NPM version release tests XO code style

Example usage

Simplest scenario

As of version 3.1.0, it's possible to omit the configuration overrides; when you do this, the plugin will fallback on webpack's entrypoints and other defaults.

import BundleDeclarationsWebpackPlugin from "bundle-declarations-webpack-plugin";
import { resolve } from "path";
import type { Configuration } from "webpack";

export default <Configuration> {
    entry: "./src/main.ts",
    output: {
        filename: "index.js",
        path: resolve("./dist"),
    },
    plugins: [
        `...`,
        new BundleDeclarationsWebpackPlugin(),
    ],
};

The configuration above adds the plugin with default options.
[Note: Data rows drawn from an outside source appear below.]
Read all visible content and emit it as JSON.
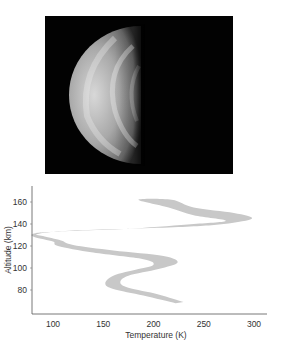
{
  "figure": {
    "photo": {
      "description": "Grayscale image of a planet shown as a half-lit crescent/gibbous disk (left half illuminated) on black background",
      "background_color": "#020202"
    }
  },
  "chart_data": {
    "type": "area",
    "title": "",
    "xlabel": "Temperature (K)",
    "ylabel": "Altitude (km)",
    "xlim": [
      79,
      313
    ],
    "ylim": [
      58,
      175
    ],
    "x_ticks": [
      100,
      150,
      200,
      250,
      300
    ],
    "y_ticks": [
      80,
      100,
      120,
      140,
      160
    ],
    "grid": false,
    "legend": null,
    "band_color": "#c8c8c8",
    "series": [
      {
        "name": "temperature band (left edge)",
        "points_T_alt": [
          [
            222,
            68
          ],
          [
            190,
            75
          ],
          [
            160,
            81
          ],
          [
            152,
            86
          ],
          [
            160,
            93
          ],
          [
            185,
            99
          ],
          [
            200,
            103
          ],
          [
            190,
            108
          ],
          [
            140,
            114
          ],
          [
            105,
            120
          ],
          [
            100,
            124
          ],
          [
            82,
            128
          ],
          [
            80,
            131
          ],
          [
            100,
            133
          ],
          [
            180,
            136
          ],
          [
            240,
            140
          ],
          [
            272,
            143
          ],
          [
            240,
            148
          ],
          [
            215,
            155
          ],
          [
            185,
            162
          ]
        ]
      },
      {
        "name": "temperature band (right edge)",
        "points_T_alt": [
          [
            230,
            69
          ],
          [
            205,
            76
          ],
          [
            175,
            82
          ],
          [
            167,
            87
          ],
          [
            175,
            93
          ],
          [
            205,
            99
          ],
          [
            224,
            105
          ],
          [
            210,
            111
          ],
          [
            160,
            116
          ],
          [
            120,
            121
          ],
          [
            108,
            125
          ],
          [
            90,
            129
          ],
          [
            85,
            131
          ],
          [
            120,
            134
          ],
          [
            220,
            137
          ],
          [
            270,
            140
          ],
          [
            298,
            145
          ],
          [
            280,
            150
          ],
          [
            240,
            155
          ],
          [
            218,
            162
          ]
        ]
      }
    ]
  }
}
All typescript included/imported by the ./src/main.ts file is transpiled to ./dist/index.js and all exported types for the bundle are added to the output directory with the default name index.d.ts.
Just to be clear, currently the output filename is defaulted to this value, but the key in webpack's entry is not considered/applied if set as it is with the webpack bundle.

Most common scenario

Usually you will want to include all types which are visible on the surface of a library, but the entry and outFile may not necessarily match with your webpack bundle.

import BundleDeclarationsWebpackPlugin from "bundle-declarations-webpack-plugin";
import type { Configuration } from "webpack";

export default <Configuration> {
    plugins: [
        `...`,
        new BundleDeclarationsWebpackPlugin({
            entry: ["./src/index.ts", "./src/globals.ts"],
            outFile: "main.d.ts",
        }),
    ]
}

In the above example, the exports of index.ts and globals.ts are combined into webpack's output as main.d.ts.

When you need control of dts-bundle-generator

import BundleDeclarationsWebpackPlugin from "bundle-declarations-webpack-plugin";
import type { Configuration } from "webpack";

export default <Configuration> {
    plugins: [
        `...`,
        new BundleDeclarationsWebpackPlugin({
            entry: {
                filePath: "./src/index.ts",
                libraries: {
                    inlinedLibraries: [
                        "tsyringe",
                    ],
                },
                output: {
                    sortNodes: false,
                    // dts-bundle-generator comments in output
                    noBanner: false, 
                }
            },
            outFile: "index.d.ts",

            compilationOptions: {
                followSymlinks: true,
                preferredConfigPath: "./some/tsconfig.json",
            },

            // setting these will mean no post-processing
            removeEmptyLines: false,
            removeEmptyExports: false,
            removeRelativeReExport: false,
        }),
    ]
}

Multiple entrypoints with different config

Assuming you want to combine into 1 .d.ts bundle, this can be achieved by providing an array of EntryPointConfigs to a single plugin instance's entry option.

Multiple bundles

This is expected, it should be completely safe to use multiple instances of the plugin as part of webpack's parallel builds; in fact the only thing stopping you from reusing the same instance is that the options are shared (which might be fine in some cases).

Watch mode

As of version 4.0.0, .d.ts bundling runs as a background process while webpack is in watch mode; this means that it will no longer delay incremental builds, but consequently the declarations may become out of sync with the webpack compilations.
Also note that the plugin will output to the file system even when shouldEmit returns false.